[libvirt] virsh edit error

Daniel P. Berrange berrange at redhat.com
Fri Jun 5 09:33:09 UTC 2009


On Fri, Jun 05, 2009 at 09:17:48AM +0200, Chris Lalancette wrote:
> Doug Goldstein wrote:
> > In an attempt to rename a kvm vm (which was powered off) I performed
> > the following:
> > 
> > $ virsh edit old-name
> > 
> > Then changed <name>old-name</name> to <name>new-name</name> and saved
> > and quit from the editor.
> > 
> > $ virsh list --all
> > 
> >  Id Name                 State
> > ----------------------------------
> >  -  old-name            shut off
> >  -  new-name          shut off
> > 
> > Performing an edit on each of these shows they're completely
> > identical. Even the <name> section shows the old-name on both of them.
> > I've performed restarts of libvirtd as well.
> > 
> > If the action I did is truly invalid, we should catch that an error
> > out on it. However I think VM renaming can be a valid use case and we
> > have the UUID to match off of for the rename. Basically, I'm
> > contacting the list to see if my use case was invalid and I should
> > write my patch to spit an error, or if I should write my patch to
> > correct the improper handling. Patch to follow based on responses.
> 
> I actually noticed this the other day too, I just forgot to file a bug about it.
>  Since the "uniqueness" of a domain is ultimately decided by the UUID, I think
> that editing the name should be an allowed operation, and we should just handle
> it.  This, of course, brings up the question of what do you do if you want to
> change the UUID.  Following the principle of least surprise, though, I would
> think that editing the UUID would also be allowed.  If you did so, I guess it
> would be considered a new domain, but we should be able to handle that as well.

I considered the problem of renaming, but it is non-trivial to do it
atomically, especially  if the guest is currently running (NB you can
run 'define' while it is running). Hence we now reject this explicitly

We could perhaps add an explicit virDomainRename() API though, which
explicitly required that the VM not be running.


EXERCISE AIM: Go over the listing that follows and work out how many lines have the string "ylabel"; reply with the number by itself.

INPUT FOR THIS TASK:
Segment Open
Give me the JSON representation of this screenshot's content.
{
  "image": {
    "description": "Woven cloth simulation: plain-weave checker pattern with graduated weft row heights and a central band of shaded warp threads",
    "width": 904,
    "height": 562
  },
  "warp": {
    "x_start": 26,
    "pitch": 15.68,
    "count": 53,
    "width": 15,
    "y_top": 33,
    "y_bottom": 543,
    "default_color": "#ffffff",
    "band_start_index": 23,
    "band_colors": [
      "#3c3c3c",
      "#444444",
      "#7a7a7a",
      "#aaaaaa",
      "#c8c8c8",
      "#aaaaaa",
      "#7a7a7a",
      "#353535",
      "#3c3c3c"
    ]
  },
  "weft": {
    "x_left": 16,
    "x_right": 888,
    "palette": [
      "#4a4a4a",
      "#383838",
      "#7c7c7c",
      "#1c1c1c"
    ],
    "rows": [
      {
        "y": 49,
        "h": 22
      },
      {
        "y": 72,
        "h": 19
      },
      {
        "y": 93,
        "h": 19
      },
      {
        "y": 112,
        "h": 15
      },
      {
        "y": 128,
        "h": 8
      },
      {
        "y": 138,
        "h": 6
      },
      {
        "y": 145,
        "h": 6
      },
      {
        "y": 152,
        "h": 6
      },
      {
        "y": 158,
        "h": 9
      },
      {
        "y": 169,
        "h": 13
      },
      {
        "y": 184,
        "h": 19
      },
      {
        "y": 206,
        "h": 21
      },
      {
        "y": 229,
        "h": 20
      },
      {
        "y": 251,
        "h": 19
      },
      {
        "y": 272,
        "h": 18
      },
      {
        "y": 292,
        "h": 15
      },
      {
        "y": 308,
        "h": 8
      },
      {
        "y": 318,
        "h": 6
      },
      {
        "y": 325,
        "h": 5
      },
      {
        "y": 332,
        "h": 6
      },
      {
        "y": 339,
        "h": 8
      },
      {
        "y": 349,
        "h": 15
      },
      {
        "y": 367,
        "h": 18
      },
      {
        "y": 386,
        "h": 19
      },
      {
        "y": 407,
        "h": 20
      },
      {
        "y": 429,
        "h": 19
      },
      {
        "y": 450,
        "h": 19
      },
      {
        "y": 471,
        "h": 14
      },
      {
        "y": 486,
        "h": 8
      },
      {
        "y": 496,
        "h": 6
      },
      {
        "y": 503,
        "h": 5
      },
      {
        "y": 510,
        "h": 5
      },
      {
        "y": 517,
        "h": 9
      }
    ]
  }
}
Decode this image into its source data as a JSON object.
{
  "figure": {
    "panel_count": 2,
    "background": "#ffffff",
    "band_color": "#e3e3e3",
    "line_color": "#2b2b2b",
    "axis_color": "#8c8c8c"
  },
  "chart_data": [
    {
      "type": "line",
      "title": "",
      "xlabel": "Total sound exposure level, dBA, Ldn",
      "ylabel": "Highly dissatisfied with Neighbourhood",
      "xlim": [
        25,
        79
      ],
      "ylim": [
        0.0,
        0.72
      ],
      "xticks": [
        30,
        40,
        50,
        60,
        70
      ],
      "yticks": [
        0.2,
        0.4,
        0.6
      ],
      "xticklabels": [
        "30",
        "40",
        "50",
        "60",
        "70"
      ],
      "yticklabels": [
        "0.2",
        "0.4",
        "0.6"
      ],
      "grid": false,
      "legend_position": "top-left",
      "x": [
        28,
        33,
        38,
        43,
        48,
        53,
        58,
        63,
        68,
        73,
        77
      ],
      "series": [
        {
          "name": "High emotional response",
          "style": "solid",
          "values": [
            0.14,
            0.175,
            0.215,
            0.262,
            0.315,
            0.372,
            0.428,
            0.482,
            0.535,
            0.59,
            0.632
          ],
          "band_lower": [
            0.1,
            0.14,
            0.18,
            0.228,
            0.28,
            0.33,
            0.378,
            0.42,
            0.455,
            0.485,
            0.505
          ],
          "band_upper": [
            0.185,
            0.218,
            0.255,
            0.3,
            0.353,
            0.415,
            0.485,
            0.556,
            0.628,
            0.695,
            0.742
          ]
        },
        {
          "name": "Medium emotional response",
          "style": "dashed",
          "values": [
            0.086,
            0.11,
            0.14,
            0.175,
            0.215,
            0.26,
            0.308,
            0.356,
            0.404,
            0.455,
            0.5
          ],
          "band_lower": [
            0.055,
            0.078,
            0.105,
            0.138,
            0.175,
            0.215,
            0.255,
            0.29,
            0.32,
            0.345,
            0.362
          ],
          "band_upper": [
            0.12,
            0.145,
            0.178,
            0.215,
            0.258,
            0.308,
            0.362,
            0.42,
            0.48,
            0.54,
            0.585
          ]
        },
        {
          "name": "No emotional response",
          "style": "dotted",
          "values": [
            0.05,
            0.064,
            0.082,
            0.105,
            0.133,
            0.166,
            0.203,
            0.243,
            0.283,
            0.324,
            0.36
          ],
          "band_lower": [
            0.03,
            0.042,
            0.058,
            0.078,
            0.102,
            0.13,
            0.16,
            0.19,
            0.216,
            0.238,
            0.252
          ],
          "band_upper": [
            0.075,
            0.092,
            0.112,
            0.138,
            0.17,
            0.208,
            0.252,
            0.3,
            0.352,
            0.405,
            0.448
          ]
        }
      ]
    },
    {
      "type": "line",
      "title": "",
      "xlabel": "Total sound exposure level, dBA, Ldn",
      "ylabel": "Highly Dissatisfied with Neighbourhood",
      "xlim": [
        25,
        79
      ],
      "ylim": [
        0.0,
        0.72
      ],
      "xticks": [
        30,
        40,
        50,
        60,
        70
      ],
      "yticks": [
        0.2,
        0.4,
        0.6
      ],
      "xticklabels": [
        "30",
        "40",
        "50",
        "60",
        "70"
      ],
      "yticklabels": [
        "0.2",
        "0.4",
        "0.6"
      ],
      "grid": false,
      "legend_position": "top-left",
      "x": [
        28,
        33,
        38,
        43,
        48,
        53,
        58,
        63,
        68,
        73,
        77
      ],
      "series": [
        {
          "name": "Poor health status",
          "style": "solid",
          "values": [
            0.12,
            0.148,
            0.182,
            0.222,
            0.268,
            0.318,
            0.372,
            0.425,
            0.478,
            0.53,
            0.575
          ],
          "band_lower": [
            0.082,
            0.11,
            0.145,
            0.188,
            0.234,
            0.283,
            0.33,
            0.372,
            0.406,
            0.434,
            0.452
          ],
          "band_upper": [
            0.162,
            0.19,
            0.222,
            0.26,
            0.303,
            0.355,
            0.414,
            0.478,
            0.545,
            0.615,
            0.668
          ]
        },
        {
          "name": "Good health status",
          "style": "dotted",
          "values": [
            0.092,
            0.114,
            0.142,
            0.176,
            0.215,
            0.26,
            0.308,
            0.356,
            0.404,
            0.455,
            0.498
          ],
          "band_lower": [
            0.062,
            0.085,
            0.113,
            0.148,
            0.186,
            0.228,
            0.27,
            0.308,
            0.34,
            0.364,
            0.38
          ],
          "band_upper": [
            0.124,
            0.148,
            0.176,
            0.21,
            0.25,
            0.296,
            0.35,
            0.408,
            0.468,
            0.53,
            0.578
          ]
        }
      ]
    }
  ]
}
Segment Closed
RESULT FOR THIS TASK: 2